As a violist, he studied with Barbara Friedhoff, graduating in France with distinction and winning the “Young Musicians Award” in Lisbon in 1987. He was a member of the European Community Youth Orchestra (1988-89), musical assistant to the RDP (Portuguese Radio, 1989-91) and a member of the Gulbenkian Orchestra (1991-95). He is a founding member of the Lacerda String Quartet and keeps an intense involvement in chamber music, having premièred several works of his own and of his colleagues. He recently gave two recitals with piano in Rome and Paris with Bruno Belthoise, with whom he recorded a CD in December 2001 (featuring the Sonatina by Armando José Fernandes, for Coriolan).
As a composer, Mr. Delgado has won many awards, including the “João de Freitas Branco Award” (1992), and has received commissions from festivals in London and Wales. His Langará for clarinet was an imposed piece at the International Competition for Young Musicians in Lisbon in 1993 and Antagonia for cello was selected for performance by the ISCM World Music Days in Mexico City in 1993. In March 2001, he was guest composer at the Maastricht Festival (Holland), where several of his works were performed, including the Viola Concerto. His chamber opera O Doido e a Morte, based on the farce by Raul Brandão, was premièred at the São Carlos Theatre in Lisbon in November 1994, under his direction, and was later staged at the Theater am Halleschen Ufer in Berlin in December 1996. He is now working on two chamber operas that will form, with the previous one, a Trilogy of Madness.

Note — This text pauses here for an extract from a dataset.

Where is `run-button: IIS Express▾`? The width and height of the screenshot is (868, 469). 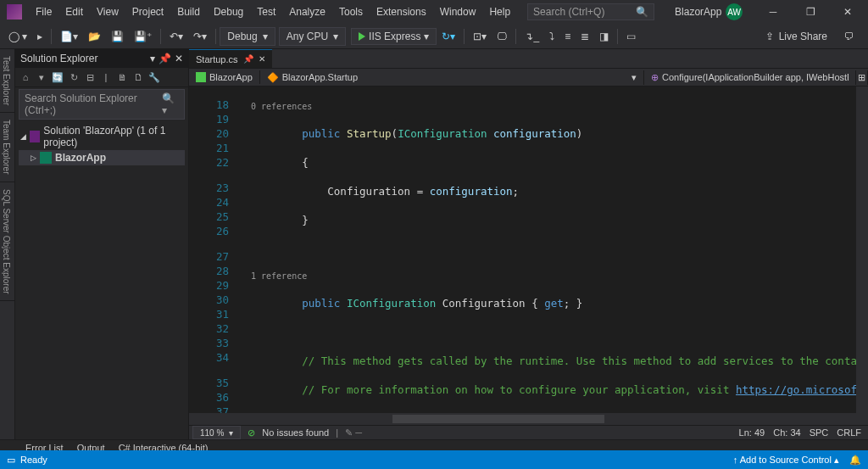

He has written several studies about Portuguese music, namely concerning Luís de Freitas Branco (about whom he gave conferences in Rome) and Carlos de Andrade (1884-1930) – his great-grandfather – a modernist composer whose work he revealed for the first time in January 2000. He wrote the book “A Sinfonia em Portugal”, published in October 2001 by the Portuguese Ministry of Culture. A music critic in Portuguese newspapers since 1990, he has a program of musical analysis on Antena 2, the cultural channel of the RDP. He is presently a free-lance performer, as well as a full-time composer.